It’s rare that an 11th round draft pick qualifies as one of the highlights of any Major League Baseball team’s season. Then again, the 2011 season has been particularly miserable for the Cubs and their fanbase.
The team’s roster is populated with overpaid veterans that aren’t playing well and fan apathy is at an all-time high, with tickets available for as low as $8 for some home games. Depending on the day, you’re likely to see more seagulls in the outfield than fans in the upper deck. A spate of bad contracts combined with a dearth of talent in the minor league pipeline has fans feeling bluer than the caps being worn by Carlos Zambrano and company.
Of course, Wrigley being Wrigley, nothing sells quite like nostalgia. Which is why in a season full of lowlights, many were excited to see a familiar name, Shawon Dunston Jr., amongst the team’s draft picks if only for the possibility of the return of the vaunted Shawon-O-Meter.
In a ballpark that’s about as simple as the day is long, the Shawon-O-Meter fit right in. Cubs fan Dave Cihla created a cardboard sign tracking Dunston’s batting average in real time in the left field bleachers. What started off as a lark became as much a part of Wrigley Field as the ivy itself for about six years in the early 90s. It even earned Cihla a place in the Baseball Hall of Fame and the Smithsonian Museum.
The elder Dunston was a fan favorite at the corner of Clark and Addison throughout the late 80s and 90s. A shortstop with a cannon for an arm, he played the game the way many of us kids growing up in the Chicagoland area did, with a reckless abandon and unfettered love of his craft.
Like his dad, Shawon Dunston Jr. is speedy and defense oriented. Like his dad, he’s well known as being a hustle guy, making plays by thinking on and with his feet. His arm isn’t quite as strong as his father’s but scouts have praised his solid mental makeup.
Cihla hasn’t said whether or not he’ll bring back the sign if and when Dunston Jr. makes it to the big leagues, likely around 2014 or 2015 at the earliest. But in a season that has only spanned three months while feeling like three years, the nostalgia of the good old days of Dunston Sr. firing lasers across the diamond to Mark Grace is about all Cubs fans have to keep themselves going these days.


◆ WHAT TO DO ◆
Repeat only part of the entries. Start at the line that has "List each element" and keep going through the last line, exactly as given.

+++ DATA EXTRACTS

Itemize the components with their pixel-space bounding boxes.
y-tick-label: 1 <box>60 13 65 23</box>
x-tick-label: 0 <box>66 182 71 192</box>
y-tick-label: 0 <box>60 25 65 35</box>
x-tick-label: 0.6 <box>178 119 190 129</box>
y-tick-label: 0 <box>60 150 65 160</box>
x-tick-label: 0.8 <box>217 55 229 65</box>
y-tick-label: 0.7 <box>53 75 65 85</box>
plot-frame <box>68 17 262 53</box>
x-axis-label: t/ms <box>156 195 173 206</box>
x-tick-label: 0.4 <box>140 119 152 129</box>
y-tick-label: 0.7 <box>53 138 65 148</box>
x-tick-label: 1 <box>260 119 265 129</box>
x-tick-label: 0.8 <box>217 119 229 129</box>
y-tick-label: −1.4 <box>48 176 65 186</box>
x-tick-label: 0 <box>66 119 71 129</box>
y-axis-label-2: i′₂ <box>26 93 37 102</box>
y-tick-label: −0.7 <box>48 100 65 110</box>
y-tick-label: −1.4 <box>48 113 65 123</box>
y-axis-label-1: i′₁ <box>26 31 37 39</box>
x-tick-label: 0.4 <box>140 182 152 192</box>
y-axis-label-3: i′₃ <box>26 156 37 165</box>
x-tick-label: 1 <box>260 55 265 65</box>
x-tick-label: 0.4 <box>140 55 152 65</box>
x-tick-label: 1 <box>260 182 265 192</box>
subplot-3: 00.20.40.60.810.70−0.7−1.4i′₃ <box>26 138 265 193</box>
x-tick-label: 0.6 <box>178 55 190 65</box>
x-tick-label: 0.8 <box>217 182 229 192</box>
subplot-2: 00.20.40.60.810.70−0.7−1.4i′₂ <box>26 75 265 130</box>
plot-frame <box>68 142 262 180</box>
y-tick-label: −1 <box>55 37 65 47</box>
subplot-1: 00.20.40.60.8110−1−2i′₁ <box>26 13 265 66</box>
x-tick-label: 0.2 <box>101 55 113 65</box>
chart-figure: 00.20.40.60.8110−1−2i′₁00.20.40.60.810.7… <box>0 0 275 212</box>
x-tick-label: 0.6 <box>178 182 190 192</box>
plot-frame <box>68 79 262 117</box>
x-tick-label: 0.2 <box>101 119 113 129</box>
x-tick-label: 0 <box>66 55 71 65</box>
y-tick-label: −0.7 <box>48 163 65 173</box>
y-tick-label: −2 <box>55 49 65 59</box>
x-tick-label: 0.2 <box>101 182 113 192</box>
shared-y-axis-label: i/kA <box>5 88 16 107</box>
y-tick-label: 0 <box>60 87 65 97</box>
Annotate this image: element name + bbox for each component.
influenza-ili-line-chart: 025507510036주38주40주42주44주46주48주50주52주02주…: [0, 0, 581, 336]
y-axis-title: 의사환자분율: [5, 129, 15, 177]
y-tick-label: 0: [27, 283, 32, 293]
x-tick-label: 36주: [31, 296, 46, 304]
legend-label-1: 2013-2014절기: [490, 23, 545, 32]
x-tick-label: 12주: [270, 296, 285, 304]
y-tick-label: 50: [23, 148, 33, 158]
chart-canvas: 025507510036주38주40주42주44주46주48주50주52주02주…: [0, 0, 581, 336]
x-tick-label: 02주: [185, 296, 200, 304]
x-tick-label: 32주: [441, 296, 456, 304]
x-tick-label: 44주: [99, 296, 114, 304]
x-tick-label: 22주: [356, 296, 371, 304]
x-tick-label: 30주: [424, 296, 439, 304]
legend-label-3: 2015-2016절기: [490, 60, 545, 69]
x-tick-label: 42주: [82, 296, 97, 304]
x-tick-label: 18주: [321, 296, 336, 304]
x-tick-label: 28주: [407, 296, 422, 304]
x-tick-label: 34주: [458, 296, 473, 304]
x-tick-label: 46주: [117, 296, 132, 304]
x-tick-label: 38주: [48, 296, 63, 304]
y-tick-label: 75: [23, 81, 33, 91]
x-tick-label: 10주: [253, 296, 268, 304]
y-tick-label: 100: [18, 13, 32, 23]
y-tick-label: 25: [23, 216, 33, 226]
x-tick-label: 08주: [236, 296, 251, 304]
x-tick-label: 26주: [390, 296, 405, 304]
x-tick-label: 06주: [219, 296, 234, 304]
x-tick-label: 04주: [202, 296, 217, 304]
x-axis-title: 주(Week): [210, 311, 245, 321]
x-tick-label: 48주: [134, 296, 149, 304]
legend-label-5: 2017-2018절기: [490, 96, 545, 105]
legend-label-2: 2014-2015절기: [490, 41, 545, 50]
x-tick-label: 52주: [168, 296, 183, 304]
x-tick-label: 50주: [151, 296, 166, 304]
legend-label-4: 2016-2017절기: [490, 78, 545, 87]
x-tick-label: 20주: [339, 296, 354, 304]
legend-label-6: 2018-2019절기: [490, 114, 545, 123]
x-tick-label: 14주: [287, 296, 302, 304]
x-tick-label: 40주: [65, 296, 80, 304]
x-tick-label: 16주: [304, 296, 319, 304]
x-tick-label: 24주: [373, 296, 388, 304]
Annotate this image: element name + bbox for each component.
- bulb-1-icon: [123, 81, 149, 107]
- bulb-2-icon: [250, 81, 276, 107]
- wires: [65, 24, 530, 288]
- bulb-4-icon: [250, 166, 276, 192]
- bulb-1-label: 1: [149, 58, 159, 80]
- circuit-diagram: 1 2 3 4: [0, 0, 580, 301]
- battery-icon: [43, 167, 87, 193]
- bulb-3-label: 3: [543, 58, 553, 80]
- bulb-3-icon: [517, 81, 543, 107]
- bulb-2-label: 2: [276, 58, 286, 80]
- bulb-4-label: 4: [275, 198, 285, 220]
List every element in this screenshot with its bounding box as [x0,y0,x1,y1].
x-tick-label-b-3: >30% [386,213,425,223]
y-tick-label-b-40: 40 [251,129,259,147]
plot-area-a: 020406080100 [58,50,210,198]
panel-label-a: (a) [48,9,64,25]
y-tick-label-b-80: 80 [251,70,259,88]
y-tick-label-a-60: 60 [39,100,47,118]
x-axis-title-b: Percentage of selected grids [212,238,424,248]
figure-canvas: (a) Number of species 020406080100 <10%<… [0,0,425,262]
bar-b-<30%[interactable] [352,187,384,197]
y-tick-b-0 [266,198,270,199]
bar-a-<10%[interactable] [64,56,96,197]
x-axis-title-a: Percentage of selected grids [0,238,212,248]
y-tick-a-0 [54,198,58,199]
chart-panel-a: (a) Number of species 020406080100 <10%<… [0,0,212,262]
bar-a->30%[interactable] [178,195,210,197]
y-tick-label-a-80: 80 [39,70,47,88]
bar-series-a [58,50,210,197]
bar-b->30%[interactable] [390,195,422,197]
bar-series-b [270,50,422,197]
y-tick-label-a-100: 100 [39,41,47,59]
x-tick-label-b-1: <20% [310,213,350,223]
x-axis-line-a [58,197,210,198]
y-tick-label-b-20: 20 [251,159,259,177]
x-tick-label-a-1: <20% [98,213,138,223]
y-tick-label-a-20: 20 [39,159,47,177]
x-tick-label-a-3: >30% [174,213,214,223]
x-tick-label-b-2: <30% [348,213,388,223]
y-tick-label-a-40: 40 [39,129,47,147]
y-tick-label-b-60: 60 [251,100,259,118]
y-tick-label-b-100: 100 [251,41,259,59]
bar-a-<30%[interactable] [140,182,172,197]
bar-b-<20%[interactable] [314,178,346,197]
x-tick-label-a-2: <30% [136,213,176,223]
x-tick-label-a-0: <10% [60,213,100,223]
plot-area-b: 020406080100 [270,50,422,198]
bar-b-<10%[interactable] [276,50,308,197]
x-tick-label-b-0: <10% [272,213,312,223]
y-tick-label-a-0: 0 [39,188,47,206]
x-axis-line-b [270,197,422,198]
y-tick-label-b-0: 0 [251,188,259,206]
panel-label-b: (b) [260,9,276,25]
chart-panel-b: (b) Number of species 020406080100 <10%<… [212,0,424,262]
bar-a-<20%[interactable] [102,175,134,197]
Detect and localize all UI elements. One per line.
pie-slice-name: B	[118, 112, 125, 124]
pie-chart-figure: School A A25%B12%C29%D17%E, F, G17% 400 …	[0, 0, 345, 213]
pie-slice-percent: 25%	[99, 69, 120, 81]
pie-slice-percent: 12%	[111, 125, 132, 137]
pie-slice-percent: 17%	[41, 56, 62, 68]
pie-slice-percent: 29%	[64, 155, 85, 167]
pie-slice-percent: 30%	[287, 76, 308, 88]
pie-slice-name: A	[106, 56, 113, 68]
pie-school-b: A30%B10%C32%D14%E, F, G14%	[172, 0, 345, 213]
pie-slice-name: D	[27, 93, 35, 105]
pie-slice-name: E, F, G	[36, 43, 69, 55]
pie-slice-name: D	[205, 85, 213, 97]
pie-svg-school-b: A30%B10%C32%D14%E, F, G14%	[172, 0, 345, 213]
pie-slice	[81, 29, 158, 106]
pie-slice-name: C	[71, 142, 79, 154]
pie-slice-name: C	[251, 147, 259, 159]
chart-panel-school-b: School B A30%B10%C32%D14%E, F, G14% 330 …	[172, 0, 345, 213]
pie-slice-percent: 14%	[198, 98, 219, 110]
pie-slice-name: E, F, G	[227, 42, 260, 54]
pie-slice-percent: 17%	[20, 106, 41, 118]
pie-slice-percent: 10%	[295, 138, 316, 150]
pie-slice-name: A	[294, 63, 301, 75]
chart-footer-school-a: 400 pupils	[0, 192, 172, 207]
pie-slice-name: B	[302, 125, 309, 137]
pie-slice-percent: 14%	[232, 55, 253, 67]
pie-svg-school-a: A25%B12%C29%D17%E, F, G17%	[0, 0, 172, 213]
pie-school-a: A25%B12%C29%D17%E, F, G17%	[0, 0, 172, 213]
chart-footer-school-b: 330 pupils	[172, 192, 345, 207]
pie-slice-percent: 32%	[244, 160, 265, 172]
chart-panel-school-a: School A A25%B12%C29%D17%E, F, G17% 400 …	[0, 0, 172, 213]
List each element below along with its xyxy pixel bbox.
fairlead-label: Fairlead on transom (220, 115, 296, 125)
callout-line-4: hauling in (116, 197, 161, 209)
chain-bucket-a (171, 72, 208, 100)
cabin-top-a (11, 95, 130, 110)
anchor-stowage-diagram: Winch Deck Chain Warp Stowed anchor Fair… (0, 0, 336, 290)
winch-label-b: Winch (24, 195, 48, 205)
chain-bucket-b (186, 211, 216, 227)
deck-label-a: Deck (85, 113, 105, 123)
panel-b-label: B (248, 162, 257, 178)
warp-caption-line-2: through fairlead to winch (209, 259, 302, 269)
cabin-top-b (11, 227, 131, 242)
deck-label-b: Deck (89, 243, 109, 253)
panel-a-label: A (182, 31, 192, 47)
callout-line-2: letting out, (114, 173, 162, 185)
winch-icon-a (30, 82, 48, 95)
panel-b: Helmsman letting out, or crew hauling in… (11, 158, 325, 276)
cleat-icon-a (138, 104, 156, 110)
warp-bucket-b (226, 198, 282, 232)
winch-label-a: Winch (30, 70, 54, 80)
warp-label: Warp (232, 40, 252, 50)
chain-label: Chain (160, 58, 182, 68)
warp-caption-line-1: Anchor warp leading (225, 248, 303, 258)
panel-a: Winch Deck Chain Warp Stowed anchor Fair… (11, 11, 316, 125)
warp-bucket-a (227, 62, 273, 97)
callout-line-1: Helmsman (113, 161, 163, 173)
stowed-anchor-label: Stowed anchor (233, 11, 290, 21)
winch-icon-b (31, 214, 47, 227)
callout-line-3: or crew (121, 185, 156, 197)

++++++

◆ SOLUTION TO THIS EXERCISE ◆
List each element below along with its xyxy pixel bbox.
fairlead-label: Fairlead on transom (220, 115, 296, 125)
callout-line-4: hauling in (116, 197, 161, 209)
chain-bucket-a (171, 72, 208, 100)
cabin-top-a (11, 95, 130, 110)
anchor-stowage-diagram: Winch Deck Chain Warp Stowed anchor Fair… (0, 0, 336, 290)
winch-label-b: Winch (24, 195, 48, 205)
chain-bucket-b (186, 211, 216, 227)
deck-label-a: Deck (85, 113, 105, 123)
panel-b-label: B (248, 162, 257, 178)
warp-caption-line-2: through fairlead to winch (209, 259, 302, 269)
cabin-top-b (11, 227, 131, 242)
deck-label-b: Deck (89, 243, 109, 253)
panel-a-label: A (182, 31, 192, 47)
callout-line-2: letting out, (114, 173, 162, 185)
winch-icon-a (30, 82, 48, 95)
panel-b: Helmsman letting out, or crew hauling in… (11, 158, 325, 276)
cleat-icon-a (138, 104, 156, 110)
warp-bucket-b (226, 198, 282, 232)
winch-label-a: Winch (30, 70, 54, 80)
warp-label: Warp (232, 40, 252, 50)
chain-label: Chain (160, 58, 182, 68)
warp-caption-line-1: Anchor warp leading (225, 248, 303, 258)
panel-a: Winch Deck Chain Warp Stowed anchor Fair… (11, 11, 316, 125)
warp-bucket-a (227, 62, 273, 97)
callout-line-1: Helmsman (113, 161, 163, 173)
stowed-anchor-label: Stowed anchor (233, 11, 290, 21)
winch-icon-b (31, 214, 47, 227)
callout-line-3: or crew (121, 185, 156, 197)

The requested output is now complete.